Last updated: Wed 11 Nov 2020, 11:33 PM

Georgia will re-count all paper ballots cast in the November 3 presidential election by hand, the state's top election official said on Wednesday, a mammoth task that must be completed by November 20.

Democratic President-elect Joe Biden secured more than the 270 Electoral College votes needed by winning Pennsylvania on Saturday after four tense days of counting, delayed by a surge in mail-in ballots due to the coronavirus pandemic. Winning Georgia would only add to Biden's margin of victory.


Republican President Donald Trump has refused to concede defeat and has said - without citing evidence - that the voting was marred by fraud.

The vote count in Georgia showed Biden ahead of Trump by just 14,101 votes out of some 5 million across the state, and with the margin so small, a recount is needed, Georgia Secretary of State Brad Raffensperger said at a news conference.


"You actually have to do a full hand-by-hand recount of all because the margin is so close," Raffensperger said. "We want to start this before the week is up."

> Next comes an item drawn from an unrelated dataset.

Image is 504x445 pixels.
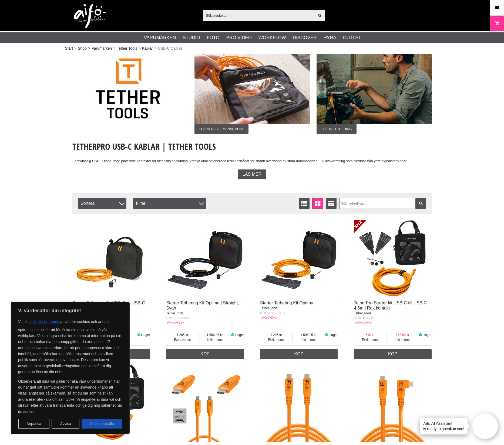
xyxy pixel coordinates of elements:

"People will be working lots of overtime over the next coming weeks," he said.

A study by the non-partisan group Fair Vote found that out of 31 statewide recounts between 2000 and 2019, the outcome changed in only three of them. More often, the winner won by a tiny bit more. On average, they shifted the outcome by 0.024 per cent, Fair Vote found - a much smaller margin than Trump would need. Biden is currently leading Trump in Georgia by 49.5 per cent to 49.2 per cent.

Georgia's two US senators, David Perdue and Kelly Loeffler, both Republicans, on Monday called on Raffensperger, who is also a Republican, to resign over his management of the election in Georgia. Their statement presented no evidence of fraud, however.